New Ross Standard

Deep and crisp and even – in Donegal maybe but not on the street where we live

- With David Medcalf meddersmed­ia@gmail.com

NOT so much ‘ Waiting for Godot’ as ‘ Waiting for Snow’. Maybe Samuel Beckett would have collected a second Nobel Prize had he witnessed a man and a woman with a weather web- site at the kitchen table in The Manor. Actually, that’s not quite how it was. A man, yes. A woman, yes. But it was never just the one weather web- site.

The man may have been happy to rely on a single weather web-site. But the woman hopped from one site to another and back again like, her finger whizzing across the screen of her smart phone. Having a choice of forecaster­s only served to feed her anxiety.

‘Met Eireann says Thursday. Definitely,’ reported Hermione. ‘Okay, the end of the world is coming on Thursday. I’ll pick up extra loo rolls, tinned sardines and a bag of smokeless when I’m out,’ responded Medders. ‘Best to be prepared.’

‘Ha-ha. It’s not the end of the world, just a snowstorm. I do love a good dose of snow. I hope it sticks this time. Deep and crisp and even, that’s what we want, just like the Christmas carol.’

Medders resumed perusal of a whodunnit about a man shot dead a lift. Hermione resumed her restless swiping.

‘No. YR has it coming on Wednesday. Definitely Wednesday. You’d better fetch that coal now please. And make it salmon rather than sardines? Now. Please. Now!’

‘YR – aren’t they the crowd in Oslo? I suppose, if they come from Norway, they must know something about snow alright.’

‘Exactly!’ she exclaimed, barely keeping the lid on her gathering hysteria. ‘Now off with you to the coal yard.’

‘But it’s only Saturday, dearest.’

‘No. Now.’

‘Let me just finish this chapter.’

‘Now! There’s going to be queues. There’s going to be shortages… and I’ll settle for tuna, if needs be. Off with you.’

Off with him. By the time he returned, dragging a sackful of Polish nuggets, the picture had changed yet again.

‘ The man on the telly reckons Friday. He’s absolutely convinced. Definitely Friday. You need not have been in such a rush to buy the coal after all.’

And so it continued. Web-sites and weather reports. Rushing to the window each morning to check whether the lawn was green or white. Studying meteorolog­ical maps of shifting patterns over the Atlantic illustrate­d in garish shades of blue and green.

The impending blizzard roused contradict­ory emotions in Hermione. On one hand she dreaded the chaos which a decent fall of snow was bound to bring. On the other she yearned to walk on fresh fallen snow, to make a snowman, to wear sunglasses in the depths of winter.

The yearning tended to win out over the dreading. She seriously suggested moving the length of the country to Donegal, just to be sure to catch whatever snow was going. The prolonged waiting, the endless guessing, the protracted not knowing for sure which threw her mind into turmoil.

In the end it was Saturday when they woke at dawn to hear the utter silence that could only mean one thing. No need to go to the window. At last, the snow.

+ Here is yet another contender for the worst joke ever. The punchline may go back to the days in the century before the birth of Christ when poet Sextus Propertius was all the rage in Rome…

As Valentine’s Day approached, a man prepared to lay siege to a woman’s affections. The man researched the best way of increasing his chances of amorous success.

The sources consulted by the man endorsed chocolate and flowers. They also commended candlelit supper, with appropriat­e mushy music.

But the overwhelmi­ng majority of romance experts in their treatises and doctorates reckoned that alcohol is the most effective stimulator of love. And they were surprising­ly specific in recommendi­ng one particular drink.

Apparently, good old Sextus was spot on when he (almost) wrote: ‘Absinthe makes the heart grow fonder.’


* **TASK DESCRIPTION**: Go through the data below and retype all of it exactly.

* **WORKING DATA**:
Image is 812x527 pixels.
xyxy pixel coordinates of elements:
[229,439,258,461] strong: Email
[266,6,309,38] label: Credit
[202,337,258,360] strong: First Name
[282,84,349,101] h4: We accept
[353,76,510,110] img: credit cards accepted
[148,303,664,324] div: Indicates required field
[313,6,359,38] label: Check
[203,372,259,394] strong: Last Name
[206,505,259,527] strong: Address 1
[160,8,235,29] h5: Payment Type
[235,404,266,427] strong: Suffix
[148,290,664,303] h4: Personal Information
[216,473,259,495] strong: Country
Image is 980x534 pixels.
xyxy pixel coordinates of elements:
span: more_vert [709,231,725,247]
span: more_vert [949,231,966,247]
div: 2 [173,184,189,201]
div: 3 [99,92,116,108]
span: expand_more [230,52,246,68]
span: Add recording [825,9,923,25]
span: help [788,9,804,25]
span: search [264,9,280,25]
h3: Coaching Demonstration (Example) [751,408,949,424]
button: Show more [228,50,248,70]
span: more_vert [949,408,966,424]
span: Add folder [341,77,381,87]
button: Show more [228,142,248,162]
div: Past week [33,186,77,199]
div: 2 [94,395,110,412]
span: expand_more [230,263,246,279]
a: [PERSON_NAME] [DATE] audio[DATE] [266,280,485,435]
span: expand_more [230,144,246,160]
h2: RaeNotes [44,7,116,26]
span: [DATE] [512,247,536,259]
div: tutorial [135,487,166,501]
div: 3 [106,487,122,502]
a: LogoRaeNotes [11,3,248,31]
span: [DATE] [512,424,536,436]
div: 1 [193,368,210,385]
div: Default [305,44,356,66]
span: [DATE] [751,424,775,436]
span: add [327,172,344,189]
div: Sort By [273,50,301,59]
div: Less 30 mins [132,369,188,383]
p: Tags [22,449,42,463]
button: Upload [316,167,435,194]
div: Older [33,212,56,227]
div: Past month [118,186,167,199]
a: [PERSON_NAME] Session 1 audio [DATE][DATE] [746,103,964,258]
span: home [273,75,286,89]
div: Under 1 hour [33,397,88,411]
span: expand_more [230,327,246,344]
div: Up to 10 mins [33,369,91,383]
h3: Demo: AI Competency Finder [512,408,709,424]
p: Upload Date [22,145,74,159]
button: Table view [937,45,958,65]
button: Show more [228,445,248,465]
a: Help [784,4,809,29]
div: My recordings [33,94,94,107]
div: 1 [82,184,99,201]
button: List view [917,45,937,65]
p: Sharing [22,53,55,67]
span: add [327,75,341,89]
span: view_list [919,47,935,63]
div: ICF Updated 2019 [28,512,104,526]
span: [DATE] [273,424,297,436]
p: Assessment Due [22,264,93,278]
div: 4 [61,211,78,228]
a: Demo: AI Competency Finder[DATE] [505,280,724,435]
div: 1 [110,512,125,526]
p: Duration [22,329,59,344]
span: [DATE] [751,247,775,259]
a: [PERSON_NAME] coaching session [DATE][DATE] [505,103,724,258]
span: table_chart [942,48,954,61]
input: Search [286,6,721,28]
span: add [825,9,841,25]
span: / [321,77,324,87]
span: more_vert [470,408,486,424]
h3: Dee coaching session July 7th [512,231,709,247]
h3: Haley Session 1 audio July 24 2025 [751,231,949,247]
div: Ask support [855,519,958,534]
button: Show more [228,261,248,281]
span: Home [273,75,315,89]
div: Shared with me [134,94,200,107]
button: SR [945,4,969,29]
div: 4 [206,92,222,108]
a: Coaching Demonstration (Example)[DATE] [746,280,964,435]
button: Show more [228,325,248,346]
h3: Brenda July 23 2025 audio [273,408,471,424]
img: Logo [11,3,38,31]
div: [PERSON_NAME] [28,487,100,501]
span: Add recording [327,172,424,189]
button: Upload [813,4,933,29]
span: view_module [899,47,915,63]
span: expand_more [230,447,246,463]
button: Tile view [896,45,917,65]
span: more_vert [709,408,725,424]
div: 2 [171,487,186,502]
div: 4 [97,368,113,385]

* **TASK SOLUTION**:
Image is 812x527 pixels.
xyxy pixel coordinates of elements:
[229,439,258,461] strong: Email
[266,6,309,38] label: Credit
[202,337,258,360] strong: First Name
[282,84,349,101] h4: We accept
[353,76,510,110] img: credit cards accepted
[148,303,664,324] div: Indicates required field
[313,6,359,38] label: Check
[203,372,259,394] strong: Last Name
[206,505,259,527] strong: Address 1
[160,8,235,29] h5: Payment Type
[235,404,266,427] strong: Suffix
[148,290,664,303] h4: Personal Information
[216,473,259,495] strong: Country
Image is 980x534 pixels.
xyxy pixel coordinates of elements:
span: more_vert [709,231,725,247]
span: more_vert [949,231,966,247]
div: 2 [173,184,189,201]
div: 3 [99,92,116,108]
span: expand_more [230,52,246,68]
span: Add recording [825,9,923,25]
span: help [788,9,804,25]
span: search [264,9,280,25]
h3: Coaching Demonstration (Example) [751,408,949,424]
button: Show more [228,50,248,70]
span: more_vert [949,408,966,424]
span: Add folder [341,77,381,87]
button: Show more [228,142,248,162]
div: Past week [33,186,77,199]
div: 2 [94,395,110,412]
span: expand_more [230,263,246,279]
a: [PERSON_NAME] [DATE] audio[DATE] [266,280,485,435]
span: expand_more [230,144,246,160]
h2: RaeNotes [44,7,116,26]
span: [DATE] [512,247,536,259]
div: tutorial [135,487,166,501]
div: 3 [106,487,122,502]
a: LogoRaeNotes [11,3,248,31]
span: [DATE] [512,424,536,436]
div: 1 [193,368,210,385]
div: Default [305,44,356,66]
span: [DATE] [751,424,775,436]
span: add [327,172,344,189]
div: Sort By [273,50,301,59]
div: Less 30 mins [132,369,188,383]
p: Tags [22,449,42,463]
button: Upload [316,167,435,194]
div: Older [33,212,56,227]
div: Past month [118,186,167,199]
a: [PERSON_NAME] Session 1 audio [DATE][DATE] [746,103,964,258]
span: home [273,75,286,89]
div: Under 1 hour [33,397,88,411]
span: expand_more [230,327,246,344]
div: Up to 10 mins [33,369,91,383]
h3: Demo: AI Competency Finder [512,408,709,424]
p: Upload Date [22,145,74,159]
button: Table view [937,45,958,65]
button: Show more [228,445,248,465]
a: Help [784,4,809,29]
div: My recordings [33,94,94,107]
div: 1 [82,184,99,201]
button: List view [917,45,937,65]
p: Sharing [22,53,55,67]
span: add [327,75,341,89]
span: view_list [919,47,935,63]
div: ICF Updated 2019 [28,512,104,526]
span: [DATE] [273,424,297,436]
p: Assessment Due [22,264,93,278]
div: 4 [61,211,78,228]
a: Demo: AI Competency Finder[DATE] [505,280,724,435]
div: 1 [110,512,125,526]
p: Duration [22,329,59,344]
span: [DATE] [751,247,775,259]
a: [PERSON_NAME] coaching session [DATE][DATE] [505,103,724,258]
span: table_chart [942,48,954,61]
input: Search [286,6,721,28]
span: add [825,9,841,25]
span: / [321,77,324,87]
span: more_vert [470,408,486,424]
h3: Dee coaching session July 7th [512,231,709,247]
h3: Haley Session 1 audio July 24 2025 [751,231,949,247]
div: Ask support [855,519,958,534]
button: Show more [228,261,248,281]
span: Home [273,75,315,89]
div: Shared with me [134,94,200,107]
button: SR [945,4,969,29]
div: 4 [206,92,222,108]
a: Coaching Demonstration (Example)[DATE] [746,280,964,435]
button: Show more [228,325,248,346]
h3: Brenda July 23 2025 audio [273,408,471,424]
img: Logo [11,3,38,31]
div: [PERSON_NAME] [28,487,100,501]
span: Add recording [327,172,424,189]
button: Upload [813,4,933,29]
span: view_module [899,47,915,63]
span: expand_more [230,447,246,463]
button: Tile view [896,45,917,65]
span: more_vert [709,408,725,424]
div: 2 [171,487,186,502]
div: 4 [97,368,113,385]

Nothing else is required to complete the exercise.